Favorable views on aging promote a general sense of wellbeing, increase self-efficacy, and motivate older adults to maintain a healthy lifestyle, ultimately influencing their own physical and biological aging. But exposure to trauma, directly or indirectly, may significantly impact these views, according to a new study.
The study, published in the Journals of Gerontology: Series B, provides first evidence that negative views on aging are transmitted in families of Holocaust survivors suffering from PTSD. They view themselves as aging less successfully compared to Holocaust survivors without PTSD and older adults who weren't exposed to the Holocaust, according to Prof. Amit Shrira, of the Interdisciplinary Department of Social Sciences at Bar-Ilan University in Israel, who conducted the study. Furthermore, offspring of posttraumatic Holocaust survivors negatively perceive the aging of their parents and consequently see themselves as aging less favorably than offspring of Holocaust survivors without PTSD and offspring whose parents were not exposed to the Holocaust.
Most studies on intergenerational transmission of trauma have focused on one generation, either the survivors themselves or their children (or grandchildren). In a previous study, published in Aging & Mental Health in 2016, for example, Shrira found that offspring of Holocaust survivors are especially anxious about aging and dying. By assessing both survivors and offspring in the current study, Shrira was able to correlate behaviors, perceptions, and feelings among parents and their offspring. This provided further evidence that negative views on aging were transmitted from posttraumatic parents to their offspring.
Although posttraumatic survivors and their offspring perceived aging more negatively, were more focused on frailty, loneliness, and the imminent threat of death, they could still account for some positive aspects of aging, according to Shrira. "This may be explained by the accumulation of life experience and wisdom, and the opportunity to share their insights with younger generations," he says. "This is proof of the unique strengths of many survivors -- even those who suffer from a high level of mental distress, but are not entirely overwhelmed by the aftereffects of the trauma."
Although most survivors and offspring manifest impressive fortitude, negative views on aging found among posttraumatic survivors and their offspring put them at greater risk for physical deterioration. Accordingly, the study emphasizes the need to address such perceptions in interventions with survivors' families. Interventions could promote more complex, differentiated perceptions of aging by taking into account potential losses alongside the possibility of maintaining function, and even gaining new abilities, in old age. "Promoting such views on aging can increase the sense of self-efficacy and help in the preservation of physical health among survivors and their offspring," says Shrira.
With the number of Holocaust survivors quickly dwindling, Shrira suggests that efforts to help them and their offspring should be increased by the development of an integrative model that may guide interdisciplinary interventions that will tackle the various pathways of transmission in order to promote their successful aging.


### Directions
Which lines of the data hold the word "duration"? Copy all of them.

Stored data
== == ==

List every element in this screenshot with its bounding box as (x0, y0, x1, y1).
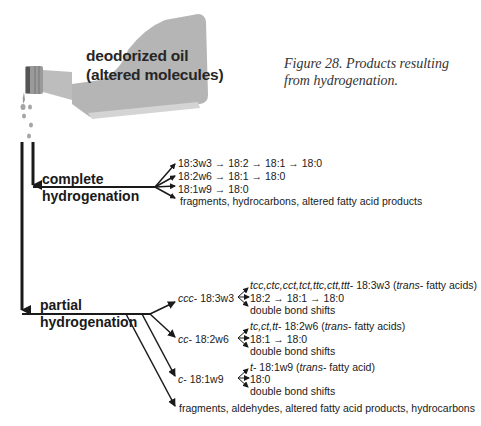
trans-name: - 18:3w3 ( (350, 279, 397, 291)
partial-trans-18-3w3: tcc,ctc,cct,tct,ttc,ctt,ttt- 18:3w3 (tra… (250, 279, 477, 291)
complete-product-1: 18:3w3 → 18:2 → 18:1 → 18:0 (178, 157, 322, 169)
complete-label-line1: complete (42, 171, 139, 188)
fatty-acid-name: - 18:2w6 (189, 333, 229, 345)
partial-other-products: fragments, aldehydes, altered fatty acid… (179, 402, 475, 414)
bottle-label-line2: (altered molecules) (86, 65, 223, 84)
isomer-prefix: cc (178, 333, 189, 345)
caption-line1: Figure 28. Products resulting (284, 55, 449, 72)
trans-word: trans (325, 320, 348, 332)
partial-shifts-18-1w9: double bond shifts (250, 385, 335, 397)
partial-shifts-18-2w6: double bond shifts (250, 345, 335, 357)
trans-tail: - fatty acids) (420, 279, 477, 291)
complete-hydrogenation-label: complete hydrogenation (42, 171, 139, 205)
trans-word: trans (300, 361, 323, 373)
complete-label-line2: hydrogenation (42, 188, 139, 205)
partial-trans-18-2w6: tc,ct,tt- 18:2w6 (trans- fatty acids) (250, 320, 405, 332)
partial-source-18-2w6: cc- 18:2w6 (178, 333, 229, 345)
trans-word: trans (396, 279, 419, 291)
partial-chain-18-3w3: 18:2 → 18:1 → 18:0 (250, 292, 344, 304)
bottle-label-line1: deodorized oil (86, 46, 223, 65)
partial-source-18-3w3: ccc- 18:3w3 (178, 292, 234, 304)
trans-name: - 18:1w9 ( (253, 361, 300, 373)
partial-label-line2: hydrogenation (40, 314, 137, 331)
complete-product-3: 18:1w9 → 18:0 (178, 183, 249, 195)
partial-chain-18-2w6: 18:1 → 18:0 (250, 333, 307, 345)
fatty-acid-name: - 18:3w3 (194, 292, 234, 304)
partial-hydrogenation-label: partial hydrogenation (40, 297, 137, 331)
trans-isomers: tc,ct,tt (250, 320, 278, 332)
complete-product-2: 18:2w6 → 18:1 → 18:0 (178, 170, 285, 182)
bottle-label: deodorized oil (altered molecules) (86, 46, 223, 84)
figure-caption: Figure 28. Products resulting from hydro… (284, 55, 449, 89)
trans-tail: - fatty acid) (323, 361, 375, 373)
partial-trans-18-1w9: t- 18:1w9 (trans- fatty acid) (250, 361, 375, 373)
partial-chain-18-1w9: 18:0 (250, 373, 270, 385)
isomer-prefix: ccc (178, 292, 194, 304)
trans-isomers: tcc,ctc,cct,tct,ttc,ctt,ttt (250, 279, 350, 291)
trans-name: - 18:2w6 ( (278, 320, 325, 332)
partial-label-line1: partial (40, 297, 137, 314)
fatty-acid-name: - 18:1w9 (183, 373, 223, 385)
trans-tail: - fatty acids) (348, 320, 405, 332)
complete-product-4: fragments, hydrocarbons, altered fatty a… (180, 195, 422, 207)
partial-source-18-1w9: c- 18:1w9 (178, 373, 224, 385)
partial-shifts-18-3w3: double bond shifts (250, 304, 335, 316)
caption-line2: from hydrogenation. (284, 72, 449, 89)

== == ==

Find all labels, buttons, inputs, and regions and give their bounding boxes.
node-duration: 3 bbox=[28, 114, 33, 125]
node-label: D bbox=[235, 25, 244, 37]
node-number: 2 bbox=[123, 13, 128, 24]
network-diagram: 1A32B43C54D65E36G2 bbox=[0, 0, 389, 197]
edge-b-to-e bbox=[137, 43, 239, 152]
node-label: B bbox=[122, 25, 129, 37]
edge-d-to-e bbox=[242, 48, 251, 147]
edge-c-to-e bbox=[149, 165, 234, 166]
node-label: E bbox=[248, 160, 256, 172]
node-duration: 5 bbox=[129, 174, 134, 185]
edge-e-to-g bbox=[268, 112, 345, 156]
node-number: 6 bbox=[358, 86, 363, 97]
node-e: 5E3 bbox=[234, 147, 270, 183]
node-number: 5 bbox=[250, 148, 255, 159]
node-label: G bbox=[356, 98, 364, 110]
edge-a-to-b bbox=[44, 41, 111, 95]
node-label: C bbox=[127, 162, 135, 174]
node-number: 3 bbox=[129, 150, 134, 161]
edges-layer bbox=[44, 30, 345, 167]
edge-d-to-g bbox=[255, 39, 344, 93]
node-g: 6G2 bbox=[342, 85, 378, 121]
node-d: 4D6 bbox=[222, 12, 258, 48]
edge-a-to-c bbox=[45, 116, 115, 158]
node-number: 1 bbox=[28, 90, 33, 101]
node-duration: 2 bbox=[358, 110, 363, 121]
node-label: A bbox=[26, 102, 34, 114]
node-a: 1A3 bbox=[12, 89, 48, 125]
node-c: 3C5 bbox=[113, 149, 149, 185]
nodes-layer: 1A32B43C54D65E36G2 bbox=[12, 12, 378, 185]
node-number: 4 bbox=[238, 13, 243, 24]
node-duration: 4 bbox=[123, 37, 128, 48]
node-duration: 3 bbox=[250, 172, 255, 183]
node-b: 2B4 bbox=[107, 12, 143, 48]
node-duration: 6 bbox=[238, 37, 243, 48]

== == ==

### Problem solution
node-duration: 3 bbox=[28, 114, 33, 125]
node-duration: 5 bbox=[129, 174, 134, 185]
node-duration: 2 bbox=[358, 110, 363, 121]
node-duration: 4 bbox=[123, 37, 128, 48]
node-duration: 3 bbox=[250, 172, 255, 183]
node-duration: 6 bbox=[238, 37, 243, 48]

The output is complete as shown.